Ciudadanos registers a reform of the electoral law to change the D'Hondt system for a more proportional one

The change of the electoral law for one that allows greater proportionality in the results is one of the obsessions of Ciudadanos (Cs) since it was presented for the first time in general elections, back in 2015.

Ciudadanos registers a reform of the electoral law to change the D'Hondt system for a more proportional one

The change of the electoral law for one that allows greater proportionality in the results is one of the obsessions of Ciudadanos (Cs) since it was presented for the first time in general elections, back in 2015. It has never had support in Congress to carry out a reform of the Organic Law of the General Electoral Regime (Loreg), but it does not lose its tenacity. This time, it proposes an ambitious regulation that replaces the D'Hondt system, reviled by the parties that emerged as a response to bipartisanship, with the Hare quota.

In the middle of the Andalusian election campaign and during a debate in Congress to definitively end the requested vote, the deputy Juan Ignacio López-Bas has announced the bill registered by his group this Thursday.

The initiative, which he presents together with Edmundo Bal and José María Espejo-Saavedra, consists of thirty pages in which Cs proposes a series of modifications to the current electoral law, among which the new distribution of deputies by province and the new system to calculate the number of seats that correspond to each party.

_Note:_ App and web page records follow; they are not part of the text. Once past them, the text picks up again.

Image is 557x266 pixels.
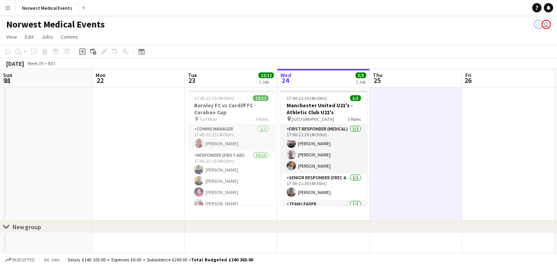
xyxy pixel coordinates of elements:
span: 17:00-21:30 (4h30m) [287,95,327,101]
a: Comms [58,32,81,42]
h3: Burnley FC vs Cardiff FC - Carabao Cup [188,102,275,116]
app-user-avatar: Rory Murphy [534,20,543,29]
span: Total Budgeted £140 363.00 [191,257,253,262]
span: 24 [279,76,291,85]
a: Jobs [38,32,56,42]
span: Thu [373,72,383,79]
span: 5/5 [356,72,367,78]
span: 21 [2,76,12,85]
app-job-card: 17:00-21:30 (4h30m)5/5Manchester United U21's - Athletic Club U21's [GEOGRAPHIC_DATA]3 RolesFirst... [281,91,367,205]
button: Budgeted [4,255,36,264]
div: [DATE] [6,60,24,67]
div: New group [12,223,41,231]
a: Edit [22,32,37,42]
button: Norwest Medical Events [16,0,79,15]
a: View [3,32,20,42]
app-job-card: 17:45-22:15 (4h30m)12/12Burnley FC vs Cardiff FC - Carabao Cup Turf Moor3 RolesComms Manager1/117... [188,91,275,205]
span: Fri [466,72,472,79]
span: Budgeted [12,257,35,262]
div: 1 Job [356,79,366,85]
span: Edit [25,33,34,40]
span: 26 [465,76,472,85]
span: Sun [3,72,12,79]
span: 23 [187,76,197,85]
app-card-role: Comms Manager1/117:45-22:15 (4h30m)[PERSON_NAME] [188,125,275,151]
span: 12/12 [259,72,274,78]
span: View [6,33,17,40]
h3: Manchester United U21's - Athletic Club U21's [281,102,367,116]
span: Comms [61,33,78,40]
app-card-role: Senior Responder (FREC 4 or Above)1/117:00-21:30 (4h30m)[PERSON_NAME] [281,173,367,200]
span: Mon [96,72,106,79]
span: Tue [188,72,197,79]
span: Wed [281,72,291,79]
span: 12/12 [253,95,269,101]
span: Turf Moor [199,116,218,122]
span: All jobs [43,257,61,262]
span: 25 [372,76,383,85]
span: 17:45-22:15 (4h30m) [194,95,235,101]
span: 22 [94,76,106,85]
h1: Norwest Medical Events [6,19,105,30]
div: BST [48,60,56,66]
span: 3 Roles [255,116,269,122]
span: Week 39 [26,60,45,66]
app-card-role: First Responder (Medical)3/317:00-21:30 (4h30m)[PERSON_NAME][PERSON_NAME][PERSON_NAME] [281,125,367,173]
span: [GEOGRAPHIC_DATA] [292,116,334,122]
span: 5/5 [350,95,361,101]
div: 1 Job [259,79,274,85]
app-user-avatar: Rory Murphy [542,20,551,29]
span: 3 Roles [348,116,361,122]
span: Jobs [41,33,53,40]
app-card-role: Team Leader1/1 [281,200,367,226]
div: Salary £140 103.00 + Expenses £0.00 + Subsistence £260.00 = [68,257,253,262]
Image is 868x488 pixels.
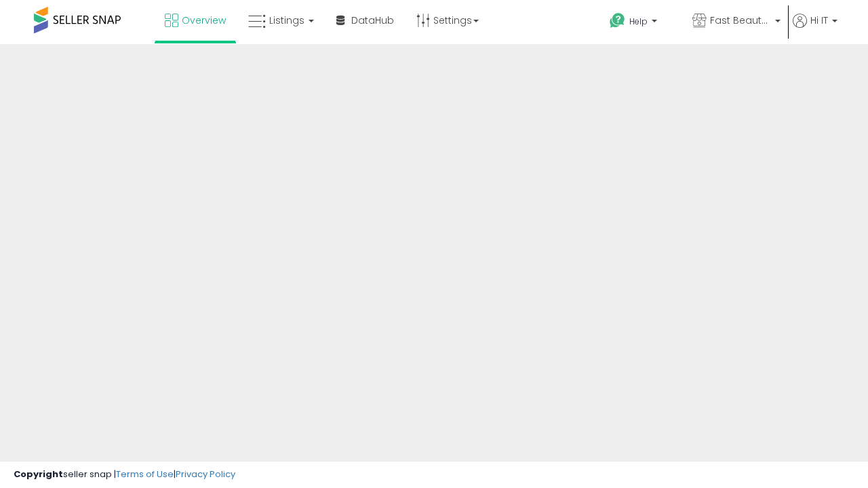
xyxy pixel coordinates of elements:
[599,2,680,44] a: Help
[181,14,226,27] span: Overview
[14,469,235,481] div: seller snap | |
[116,468,174,481] a: Terms of Use
[269,14,305,27] span: Listings
[710,14,771,27] span: Fast Beauty ([GEOGRAPHIC_DATA])
[630,15,648,27] span: Help
[810,14,828,27] span: Hi IT
[176,468,235,481] a: Privacy Policy
[609,13,626,29] i: Get Help
[351,14,394,27] span: DataHub
[14,468,63,481] strong: Copyright
[793,14,837,44] a: Hi IT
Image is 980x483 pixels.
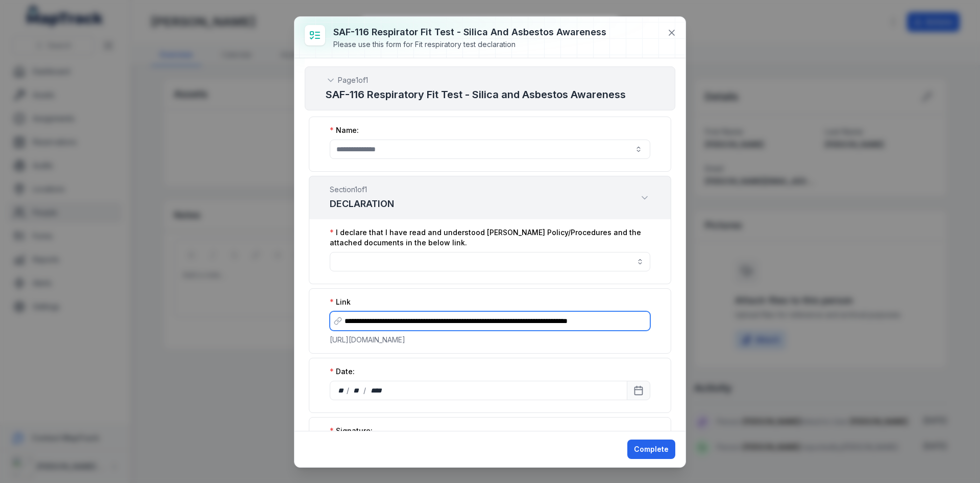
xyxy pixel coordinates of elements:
[329,311,651,330] input: :r8ac:-form-item-label
[329,139,651,159] input: :r8a4:-form-item-label
[337,75,368,85] span: Page 1 of 1
[350,385,364,395] div: month,
[329,228,651,247] label: I declare that I have read and understood [PERSON_NAME] Policy/Procedures and the attached docume...
[329,335,651,345] p: [URL][DOMAIN_NAME]
[627,439,675,459] button: Complete
[333,40,606,50] div: Please use this form for Fit respiratory test declaration
[326,88,654,102] h2: SAF-116 Respiratory Fit Test - Silica and Asbestos Awareness
[364,385,367,395] div: /
[367,385,386,395] div: year,
[329,184,394,195] span: Section 1 of 1
[329,197,394,211] h3: DECLARATION
[627,380,651,400] button: Calendar
[329,297,351,307] label: Link
[329,125,359,135] label: Name:
[337,385,347,395] div: day,
[329,425,373,436] label: Signature:
[329,367,355,376] label: Date:
[347,385,350,395] div: /
[333,25,606,40] h3: SAF-116 Respirator Fit Test - Silica and Asbestos Awareness
[639,192,651,203] button: Expand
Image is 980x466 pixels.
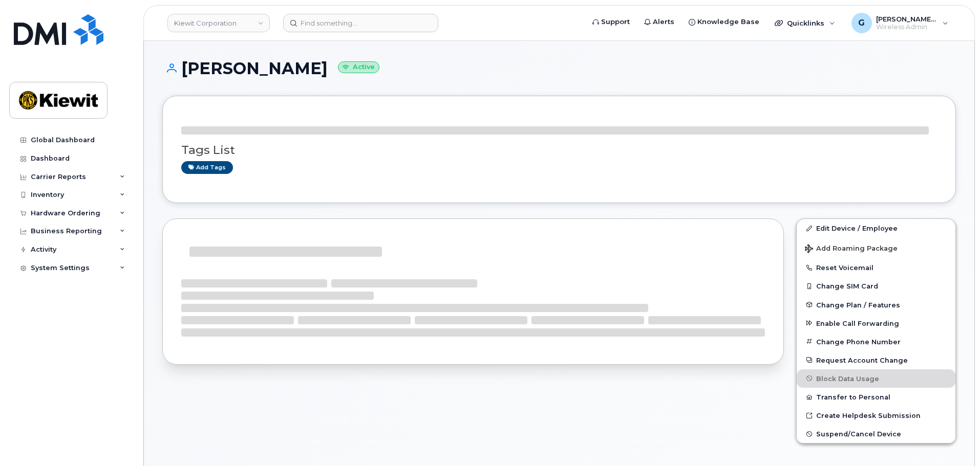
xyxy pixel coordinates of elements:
[797,351,956,370] button: Request Account Change
[805,245,898,254] span: Add Roaming Package
[797,406,956,425] a: Create Helpdesk Submission
[797,296,956,314] button: Change Plan / Features
[797,333,956,351] button: Change Phone Number
[797,258,956,277] button: Reset Voicemail
[162,60,956,77] h1: [PERSON_NAME]
[181,161,233,174] a: Add tags
[816,431,901,438] span: Suspend/Cancel Device
[797,388,956,406] button: Transfer to Personal
[797,277,956,295] button: Change SIM Card
[338,62,379,73] small: Active
[816,319,899,327] span: Enable Call Forwarding
[797,314,956,333] button: Enable Call Forwarding
[797,370,956,388] button: Block Data Usage
[181,144,937,157] h3: Tags List
[797,237,956,258] button: Add Roaming Package
[816,301,901,309] span: Change Plan / Features
[797,425,956,444] button: Suspend/Cancel Device
[797,219,956,237] a: Edit Device / Employee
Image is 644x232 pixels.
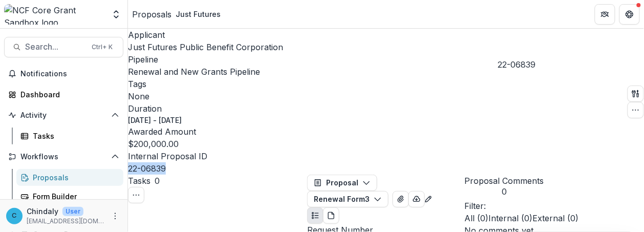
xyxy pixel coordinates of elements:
[128,42,283,52] a: Just Futures Public Benefit Corporation
[128,162,166,175] p: 22-06839
[128,90,149,102] p: None
[489,213,533,223] span: Internal ( 0 )
[33,191,115,202] div: Form Builder
[128,175,150,187] h3: Tasks
[20,70,119,78] span: Notifications
[20,152,107,161] span: Workflows
[109,210,121,222] button: More
[132,8,171,20] a: Proposals
[128,29,283,41] p: Applicant
[128,125,283,138] p: Awarded Amount
[128,78,283,90] p: Tags
[533,213,579,223] span: External ( 0 )
[109,4,123,25] button: Open entity switcher
[465,213,489,223] span: All ( 0 )
[424,192,432,204] button: Edit as form
[20,111,107,120] span: Activity
[132,7,225,22] nav: breadcrumb
[33,130,115,141] div: Tasks
[4,107,123,123] button: Open Activity
[176,9,220,20] div: Just Futures
[27,206,58,216] p: Chindaly
[4,65,123,82] button: Notifications
[17,169,123,186] a: Proposals
[4,149,123,165] button: Open Workflows
[307,191,389,207] button: Renewal Form3
[465,175,544,196] button: Proposal Comments
[307,207,323,223] button: Plaintext view
[89,41,115,53] div: Ctrl + K
[4,37,123,57] button: Search...
[128,102,283,115] p: Duration
[307,175,377,191] button: Proposal
[619,4,640,25] button: Get Help
[128,53,283,65] p: Pipeline
[128,150,283,162] p: Internal Proposal ID
[20,89,115,100] div: Dashboard
[323,207,339,223] button: PDF view
[128,115,182,125] p: [DATE] - [DATE]
[595,4,615,25] button: Partners
[12,212,17,219] div: Chindaly
[465,199,644,212] p: Filter:
[128,138,178,150] p: $200,000.00
[27,216,105,225] p: [EMAIL_ADDRESS][DOMAIN_NAME]
[17,188,123,204] a: Form Builder
[128,65,260,78] p: Renewal and New Grants Pipeline
[4,86,123,103] a: Dashboard
[33,172,115,183] div: Proposals
[128,187,144,203] button: Toggle View Cancelled Tasks
[25,42,86,51] span: Search...
[392,191,409,207] button: View Attached Files
[17,128,123,144] a: Tasks
[154,175,160,186] span: 0
[62,207,83,216] p: User
[4,4,105,25] img: NCF Core Grant Sandbox logo
[465,187,544,196] span: 0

Liberal party sources consulted by ABC above all defend the greater proportionality that this law would allow, compared to the D'Hondt method, in which there is a great difference between the votes needed by one party and another to win a seat. In the 10-N elections, in 2019, for example, Cs needed 163,774 ballots for each of its ten deputies for the 56,285 that were enough for the PSOE for each of its 120 seats in the Lower House.

If the current electoral law establishes in its article 162 that each province must have a minimum of two deputies and the autonomous cities of Ceuta and Melilla, one each, Cs reduces the minimum number for the provinces to one as well. In their text, the liberals maintain that the remaining 298 deputies -before 248- be distributed by their population weight. The most substantial modification is that of the next article, 163, in which the liberals replace the D'Hondt law with the Hare quota, based on a system invented by the German mathematician Niemeyer.

If the Hare quota is applied to the November 2019 elections, the distribution of seats would have been as follows: PSOE, 100; PP, 82; vox, 57; United We Can (including En Comú Podem), 49; Citizens, 17; CKD, 12; Together, 7; GNP, 6; EH Bildu, 5; CUP, 3; More Country, 2; compromise, 2; Canarian Coalition, 2; BNG, 2; Navarre Sum, 2; PRC, 1; and Teruel Exists, 1. With this system, then, a significant loss of seats is observed in the two main parties, PSOE (-20) and PP (-7), from which the other three national parties with five more seats for Vox, fourteen more for United We Can and seven more for Cs. In the rest of the matches there are hardly any variations: ERC and Junts lose one, and the CUP, Compromís and BNG win one.

But the greater proportionality is reflected above all in the number of votes needed by national parties to win seats. If with D'Hondt the PSOE and the PP required just over 56,000 votes, Vox more than 70,000, United We Can more than 91,000 and Cs more than 163,000, with Hare the balance is balanced: the PSOE would have needed 67,542 votes per seat , the PP 61,229, Vox 63,867, United We Can 62,232 and Cs 96,337.

In his law, Cs maintains the current cut of three percent of the vote in each constituency to opt for representation, but renounces Albert Rivera's bet to also impose a cut of three percent of the vote at the national level. That idea was promoted in its day by the difficulty of the nationalist parties in reaching that barrier, which would greatly complicate their access to Congress, but without reaching the extreme of outlawing them as Vox proposes. Now, in a delicate moment of Cs, in which he fights for his own survival, he 'forgets' that modification.

The one that it does include in its bill is to legislatively shield the holding of at least two debates during the electoral campaign. Both should be broadcast on public television with national coverage and at a minimum -no fixed maximum- candidates from all parties with their own parliamentary group in the Lower House should participate. The liberals also intend to add to the causes of ineligibility to be on the run from Justice, in a clear desire to avoid a repetition of what happened with Carles Puigdemont and some of his former advisers. The proposal of Cs, the umpteenth in electoral matters, has few signs of prospering due to the refusal of bipartisanship, especially the PSOE, to modify the matter.